As reported by the Washington Post, terrorists are becoming more and more difficult to profile. The statement, though, begs a question:

Have we ever been able to profile them?

I think the only constant characteristic of terrorists is that they all tend to be pretty pissed off. Maybe we could start there?

The article provides several examples showing why profiling people to discover the "evil doers" is such a ridiculous idea:

In neighboring Belgium, people are still perplexed over what drove Muriel Degauque, 38, a blond, white Catholic, to convert to Islam and travel to Iraq to blow herself up in November 2005. Nizar Trabelsi, convicted two years earlier of plotting to bomb a NATO base in Belgium, had been a European soccer star before going to Afghanistan to attend al-Qaeda training camps.

In Britain, three of the suspects arrested in last summer's alleged transatlantic airline hijacking plot were religious converts who grew up in north London's affluent suburbs. One was the well-to-do English son of a Conservative Party activist; he worked in a bar and loved the movie "Team America."

Monday, March 12, 2007

Ford to Sell Aston-Martin

As reported by the NY Times, Ford is selling Aston Martin. The sale of Aston Martin - a luxurious sports car brand with its roots in England - will raise an estimated $848 million.

To be honest, I'm a little surprised that Ford has elected to sell Aston Martin. Personal observations in Phoenix lead me to believe that the brand was quickly becoming popular and probably profitable - something that you'd expect Ford to cling to.

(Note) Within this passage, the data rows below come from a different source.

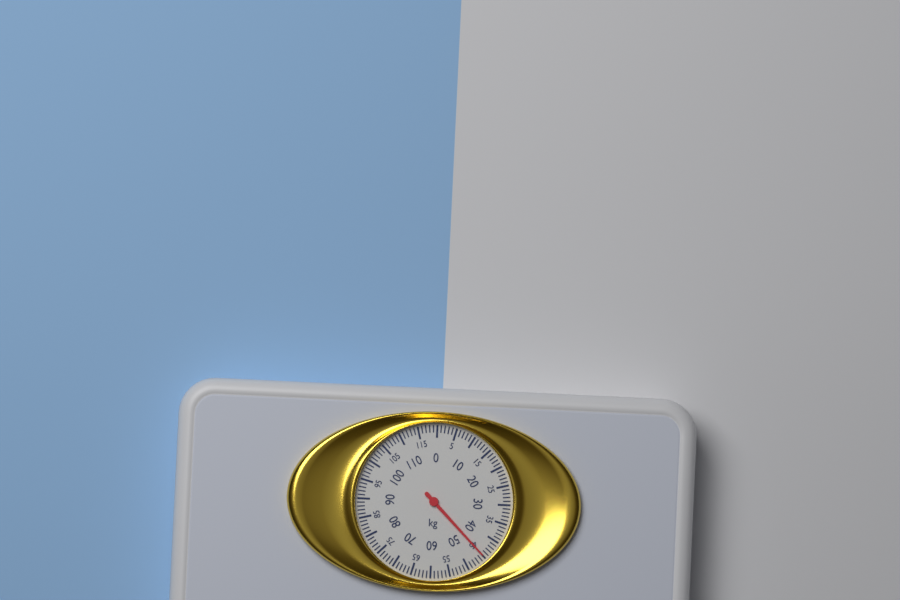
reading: 45 kg
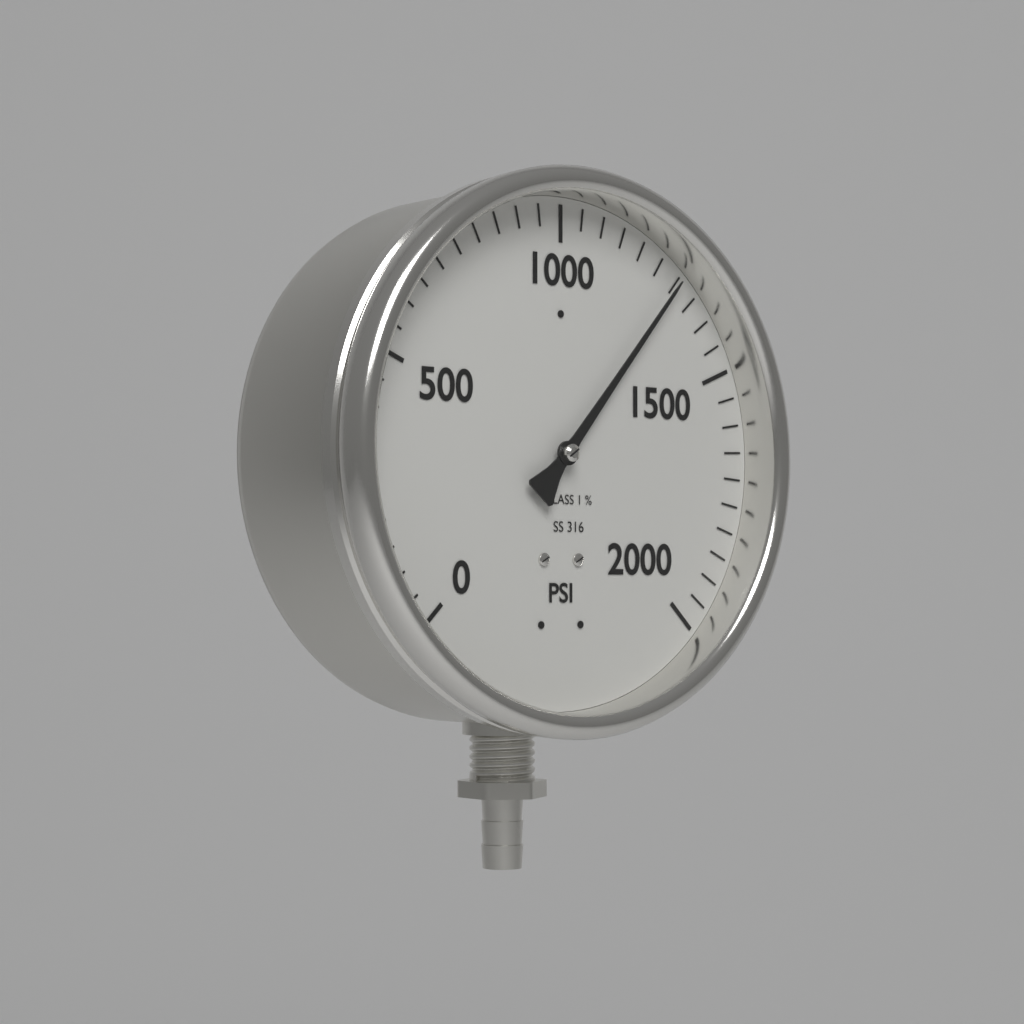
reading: 1300 psi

Aston Martin, which was profitable in 2006 as sales increased by 50 percent, to 6,500 vehicles, is the first nameplate sold by Ford since it announced a revamping plan last year that it calls the Way Forward.


Although I love Aston Martins and hope that the brand doesn't change too much, I think these kind of major changes are very important if Detroit is going to weather this storm. Obviously the status quo isn't working. If Detroit is ever going to be the leader again something needs to change.

It'll start with the sale of some major divisions, but eventually the engineering will have to change too. With the caveat that Detroit actually survives, I'm really looking forward to all these changes.